### TASK INSTRUCTIONS
Take each line in the entries below that holds "will" and show it.

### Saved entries
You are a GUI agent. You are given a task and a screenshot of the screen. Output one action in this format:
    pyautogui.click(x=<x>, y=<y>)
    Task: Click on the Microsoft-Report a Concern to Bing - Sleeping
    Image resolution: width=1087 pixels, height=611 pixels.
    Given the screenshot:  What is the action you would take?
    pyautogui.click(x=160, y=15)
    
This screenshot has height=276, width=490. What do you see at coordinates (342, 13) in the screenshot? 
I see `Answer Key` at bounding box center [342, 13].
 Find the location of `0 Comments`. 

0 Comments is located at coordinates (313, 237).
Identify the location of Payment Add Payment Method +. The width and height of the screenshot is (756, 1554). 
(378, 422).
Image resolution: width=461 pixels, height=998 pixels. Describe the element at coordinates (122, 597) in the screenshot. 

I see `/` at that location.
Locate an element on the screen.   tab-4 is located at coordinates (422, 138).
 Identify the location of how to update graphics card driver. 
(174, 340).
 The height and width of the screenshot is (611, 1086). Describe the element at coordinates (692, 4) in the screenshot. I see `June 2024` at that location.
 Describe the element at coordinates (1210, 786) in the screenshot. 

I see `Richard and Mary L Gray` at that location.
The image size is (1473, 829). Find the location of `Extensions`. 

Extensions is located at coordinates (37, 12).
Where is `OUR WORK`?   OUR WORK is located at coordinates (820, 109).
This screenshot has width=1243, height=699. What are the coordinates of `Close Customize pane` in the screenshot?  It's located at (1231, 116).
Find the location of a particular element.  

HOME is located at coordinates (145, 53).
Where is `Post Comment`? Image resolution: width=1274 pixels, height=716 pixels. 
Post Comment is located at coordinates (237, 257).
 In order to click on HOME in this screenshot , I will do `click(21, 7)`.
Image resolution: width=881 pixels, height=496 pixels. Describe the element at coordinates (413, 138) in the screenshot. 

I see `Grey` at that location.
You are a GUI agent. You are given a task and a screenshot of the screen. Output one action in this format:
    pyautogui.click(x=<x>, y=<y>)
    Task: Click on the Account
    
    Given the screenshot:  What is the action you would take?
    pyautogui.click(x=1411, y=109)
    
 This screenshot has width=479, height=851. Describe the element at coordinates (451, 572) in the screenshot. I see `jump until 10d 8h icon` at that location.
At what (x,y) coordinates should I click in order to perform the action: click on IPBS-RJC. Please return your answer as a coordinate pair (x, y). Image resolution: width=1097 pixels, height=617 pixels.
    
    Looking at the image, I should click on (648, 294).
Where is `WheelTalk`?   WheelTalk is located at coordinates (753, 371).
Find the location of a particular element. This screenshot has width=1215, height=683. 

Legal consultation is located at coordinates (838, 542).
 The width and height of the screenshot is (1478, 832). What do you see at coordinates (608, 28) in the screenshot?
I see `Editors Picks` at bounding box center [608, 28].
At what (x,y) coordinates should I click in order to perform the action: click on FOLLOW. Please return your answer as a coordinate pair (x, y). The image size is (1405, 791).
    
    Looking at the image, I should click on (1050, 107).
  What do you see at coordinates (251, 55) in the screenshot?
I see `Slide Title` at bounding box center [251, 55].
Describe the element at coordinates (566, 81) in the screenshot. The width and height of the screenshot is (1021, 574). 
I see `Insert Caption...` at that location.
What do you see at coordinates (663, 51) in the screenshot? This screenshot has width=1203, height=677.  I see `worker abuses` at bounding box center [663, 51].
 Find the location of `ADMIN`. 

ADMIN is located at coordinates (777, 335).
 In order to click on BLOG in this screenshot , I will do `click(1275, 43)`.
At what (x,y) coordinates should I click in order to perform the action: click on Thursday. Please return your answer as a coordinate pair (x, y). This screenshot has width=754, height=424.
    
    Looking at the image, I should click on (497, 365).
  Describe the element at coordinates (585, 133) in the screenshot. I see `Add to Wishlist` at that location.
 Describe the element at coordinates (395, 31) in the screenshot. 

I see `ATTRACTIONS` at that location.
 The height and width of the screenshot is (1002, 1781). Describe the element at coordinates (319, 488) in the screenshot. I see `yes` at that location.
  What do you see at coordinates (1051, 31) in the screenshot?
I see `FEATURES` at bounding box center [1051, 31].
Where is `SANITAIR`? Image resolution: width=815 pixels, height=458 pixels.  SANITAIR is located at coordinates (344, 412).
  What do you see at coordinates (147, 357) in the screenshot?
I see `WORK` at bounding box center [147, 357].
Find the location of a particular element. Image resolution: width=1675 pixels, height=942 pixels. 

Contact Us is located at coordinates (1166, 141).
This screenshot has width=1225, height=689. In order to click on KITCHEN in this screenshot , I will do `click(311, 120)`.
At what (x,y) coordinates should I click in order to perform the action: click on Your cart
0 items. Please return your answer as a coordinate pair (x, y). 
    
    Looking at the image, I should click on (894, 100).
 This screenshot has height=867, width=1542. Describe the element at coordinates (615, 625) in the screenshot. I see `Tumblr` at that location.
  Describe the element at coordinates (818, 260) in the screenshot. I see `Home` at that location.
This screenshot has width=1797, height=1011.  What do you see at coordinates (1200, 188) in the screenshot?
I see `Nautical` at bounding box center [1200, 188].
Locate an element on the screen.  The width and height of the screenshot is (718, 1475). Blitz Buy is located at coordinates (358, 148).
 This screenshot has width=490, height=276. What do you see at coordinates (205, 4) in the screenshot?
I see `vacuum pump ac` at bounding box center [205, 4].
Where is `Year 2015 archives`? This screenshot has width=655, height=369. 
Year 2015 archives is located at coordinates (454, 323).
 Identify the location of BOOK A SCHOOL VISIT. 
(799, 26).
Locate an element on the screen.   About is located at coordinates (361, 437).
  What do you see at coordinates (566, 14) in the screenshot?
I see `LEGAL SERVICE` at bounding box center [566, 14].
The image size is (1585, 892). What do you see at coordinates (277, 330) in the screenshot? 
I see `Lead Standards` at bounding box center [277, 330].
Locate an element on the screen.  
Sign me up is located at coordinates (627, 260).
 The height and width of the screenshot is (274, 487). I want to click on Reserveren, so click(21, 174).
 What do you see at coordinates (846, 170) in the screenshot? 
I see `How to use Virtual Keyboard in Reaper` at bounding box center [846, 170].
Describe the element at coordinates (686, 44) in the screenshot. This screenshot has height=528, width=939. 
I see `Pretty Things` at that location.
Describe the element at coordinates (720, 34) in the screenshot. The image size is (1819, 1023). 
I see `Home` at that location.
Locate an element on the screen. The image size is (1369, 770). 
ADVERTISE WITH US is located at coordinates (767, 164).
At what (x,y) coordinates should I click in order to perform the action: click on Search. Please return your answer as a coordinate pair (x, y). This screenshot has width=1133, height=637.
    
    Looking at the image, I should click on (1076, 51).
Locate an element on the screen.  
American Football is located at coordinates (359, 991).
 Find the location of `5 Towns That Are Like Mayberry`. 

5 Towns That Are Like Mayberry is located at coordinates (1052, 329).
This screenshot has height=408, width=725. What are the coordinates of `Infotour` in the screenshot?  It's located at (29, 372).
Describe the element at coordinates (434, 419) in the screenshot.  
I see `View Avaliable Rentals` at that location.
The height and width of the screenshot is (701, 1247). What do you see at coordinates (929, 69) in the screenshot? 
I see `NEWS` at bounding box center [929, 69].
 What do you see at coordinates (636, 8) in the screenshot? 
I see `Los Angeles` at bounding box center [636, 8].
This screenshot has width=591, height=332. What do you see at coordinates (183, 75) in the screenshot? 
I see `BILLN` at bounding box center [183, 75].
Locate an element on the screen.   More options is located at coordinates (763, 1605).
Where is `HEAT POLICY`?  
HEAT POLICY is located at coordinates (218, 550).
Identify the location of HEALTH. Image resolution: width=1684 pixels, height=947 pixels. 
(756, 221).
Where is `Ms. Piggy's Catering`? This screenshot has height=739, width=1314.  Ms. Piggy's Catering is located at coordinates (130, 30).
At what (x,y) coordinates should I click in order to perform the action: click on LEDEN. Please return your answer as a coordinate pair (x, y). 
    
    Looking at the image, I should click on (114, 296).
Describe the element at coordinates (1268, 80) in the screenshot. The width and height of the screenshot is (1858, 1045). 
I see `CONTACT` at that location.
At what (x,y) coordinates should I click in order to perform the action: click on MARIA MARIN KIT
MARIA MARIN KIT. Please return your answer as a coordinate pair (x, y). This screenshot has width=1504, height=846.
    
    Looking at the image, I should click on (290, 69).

### YOUR SOLUTION
 In order to click on HOME in this screenshot , I will do `click(21, 7)`.
 In order to click on BLOG in this screenshot , I will do `click(1275, 43)`.
This screenshot has width=1225, height=689. In order to click on KITCHEN in this screenshot , I will do `click(311, 120)`.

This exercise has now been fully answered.